Institute for Science and Human Values

The Institute for Science and Human Values (ISHV) is a non-profit organization dedicated to "the enhancement of human values and scientific inquiry" through educational programs, publications, and conferences.
History
Paul Kurtz conceived of ISHV in 2009 as a branch of The Center for Inquiry, an umbrella group he established in 1991. However, having been "shorn of all effective authority," at CFI and related groups that he had founded, Kurtz chaired the inagural meeting of ISHV as an independent organization on June 27, 2010. ISHV is a continuing outlet for his vision of Neo-Humanism, which he described in detail in the Neo-Humanist Statement of Secular Principles and Values, signed by notable humanists including Steven Pinker, Patricia Schroeder, E. O. Wilson and Ann Druyan.
Explaining why he sought to establish yet another secularist organization in an already-splintered movement, Kurtz wrote, "I wish to take the time now to deal with a vital question that needs to be addressed by the Center for Inquiry, and I believe that it should be at the top of the agenda for the future. Here I am talking about the need to apply reason and science to human values. Unfortunately, the major emphasis of the Center had been on criticism of religious and paranormal claims--that is surely a key part of the agenda. But this has led to the neglect of another essential part of the vision that first inspired the creation of the Center for Inquiry; and that is the application of science and reason to ethical questions. The key question is whether secularists are able to develop secular ethical values that instill meaning and provide some basis for moral integrity."
Kurtz's alignment toward free thought, atheism, and rationalism on the one hand and humanistic ethics on the other was evident as early as 1989 when he expounded the basics of his philosophy in an article for Free Inquiry. Kurtz wrote, "There is a strong free thought, atheistic, and rationalistic aspect of humanism that should not, in my judgement, be muted," and continued further on, "Thus a vital component of secular humanism is criticism, not only of the sacred cows of the prevailing religious orthodoxies but also of other irrational claims made in the public forum."
"But," he wrote in the same article, "to advance the frontiers of a new eupraxsophy requires that we go beyond negative criticism and provide positive alternatives. Atheism has failed in part because it has been primarily destructive. It seeks to shatter false idols that men and women worship, to expose falsity and hypocrisy; but it has not supplanted the old beliefs with positive options. It has not satisfied the hunger for imagination and poetry."
He also wrote, foreshadowing his motivations for establishing ISHV, "If humanism is to have any long-range impact on society, it must cultivate moral awareness by means of ethical education."
Activities

The Developing Healthy Values workshop held in Tampa, Florda in May 2011 featured Dale McGowan and other experts on helping educators and parents to help students develop healthy morals and values.
Neuroscience and Neuroethics: Considering Nature, Nurture, and Norms held at The Potomac Institute for Policy Studies in Arlington, Virginia in March 2012 featured world-renowned neuroscience experts including Patricia Churchland, Eric Racine, and Gregory Berns discussing "how neuroscience inform contemporary discussions about human nature, the human condition, and human relationships," and "what the neurosciences provide to such discussion - and the actions that arise from them - in the next decades."
The Human Prospect and the Fate of Our Planetary Civilization symposium is scheduled for April 2013 at Columbia University , featuring Rebecca Goldstein, Philip Kitcher, Toni Van Pelt, and others speaking on "science, humanism, ethics, and the task before us."
ISHV has also played a role in international humanism, sending representatives to the January 2012 UNESCO conference "A New Humanism for the 21st Century" in Paris, the Society of Ontario Freethinkers' symposium "Evolving Beyond God: Why Africa Matters," and "the first atheists and agnostics convention in south Asia," sponsored by The Philipine Atheists and Agnostics Society in Manila in 2012.
The Human Prospect
Paul Kurtz founded ISHV's triannual journal The Human Prospect: A Neo-Humanist Perspective, edited by Norm Allen Jr., in early 2011. It features academic articles, interviews, film reviews, and other magazine-style features. Contributers include Kurtz, R. Joseph Hoffmann, , Frans de Waal, and John P. Anton, and interviewees have included Sikivu Hutchinson and Neil deGrasse Tyson.
Kurtz was editor-in-chief of The Human Prospect until his death.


Action item:
Copy out all lines of the material below in which "Image" occurs.
Data supplied Block Start
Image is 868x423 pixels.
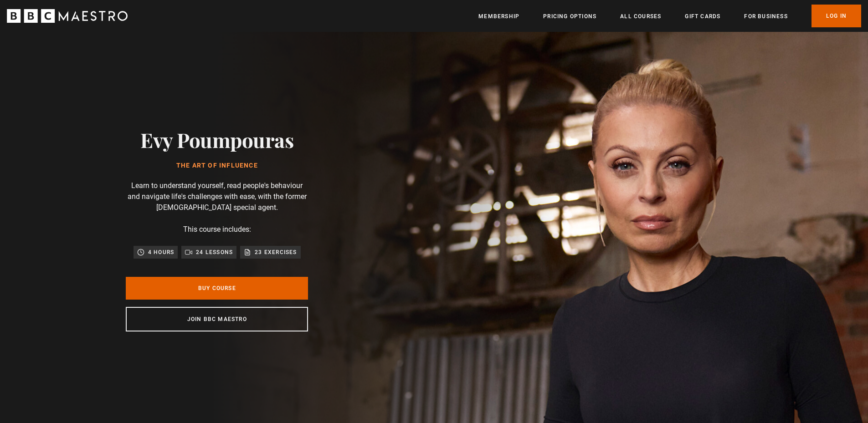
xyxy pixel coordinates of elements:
Data supplied Block End
Data supplied Block Start
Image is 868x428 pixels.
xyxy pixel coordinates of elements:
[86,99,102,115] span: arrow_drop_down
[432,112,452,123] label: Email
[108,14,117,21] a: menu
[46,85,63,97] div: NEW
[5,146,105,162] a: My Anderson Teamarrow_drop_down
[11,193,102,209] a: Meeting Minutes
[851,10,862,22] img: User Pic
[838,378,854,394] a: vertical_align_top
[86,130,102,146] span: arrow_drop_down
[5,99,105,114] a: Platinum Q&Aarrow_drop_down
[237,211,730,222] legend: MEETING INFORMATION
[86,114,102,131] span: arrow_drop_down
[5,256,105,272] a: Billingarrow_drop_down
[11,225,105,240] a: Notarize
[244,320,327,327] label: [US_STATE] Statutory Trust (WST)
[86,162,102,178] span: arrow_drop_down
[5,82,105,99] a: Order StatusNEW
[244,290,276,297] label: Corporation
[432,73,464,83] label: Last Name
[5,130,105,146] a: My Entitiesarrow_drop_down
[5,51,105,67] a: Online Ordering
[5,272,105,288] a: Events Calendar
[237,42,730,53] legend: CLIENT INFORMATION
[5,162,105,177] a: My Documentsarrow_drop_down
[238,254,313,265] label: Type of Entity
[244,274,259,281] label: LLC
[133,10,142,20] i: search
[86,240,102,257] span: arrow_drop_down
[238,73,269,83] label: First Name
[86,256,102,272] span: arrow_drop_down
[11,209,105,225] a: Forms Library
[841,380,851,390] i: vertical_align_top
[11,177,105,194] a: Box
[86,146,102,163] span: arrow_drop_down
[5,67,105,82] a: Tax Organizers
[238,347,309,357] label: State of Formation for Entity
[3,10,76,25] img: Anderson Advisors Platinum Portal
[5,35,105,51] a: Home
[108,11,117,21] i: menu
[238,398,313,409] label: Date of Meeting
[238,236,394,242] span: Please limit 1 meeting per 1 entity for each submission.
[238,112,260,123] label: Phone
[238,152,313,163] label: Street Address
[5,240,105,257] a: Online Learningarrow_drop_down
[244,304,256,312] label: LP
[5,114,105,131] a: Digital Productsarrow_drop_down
Data supplied Block End
Solution to the problem:
Image is 868x423 pixels.
Image is 868x428 pixels.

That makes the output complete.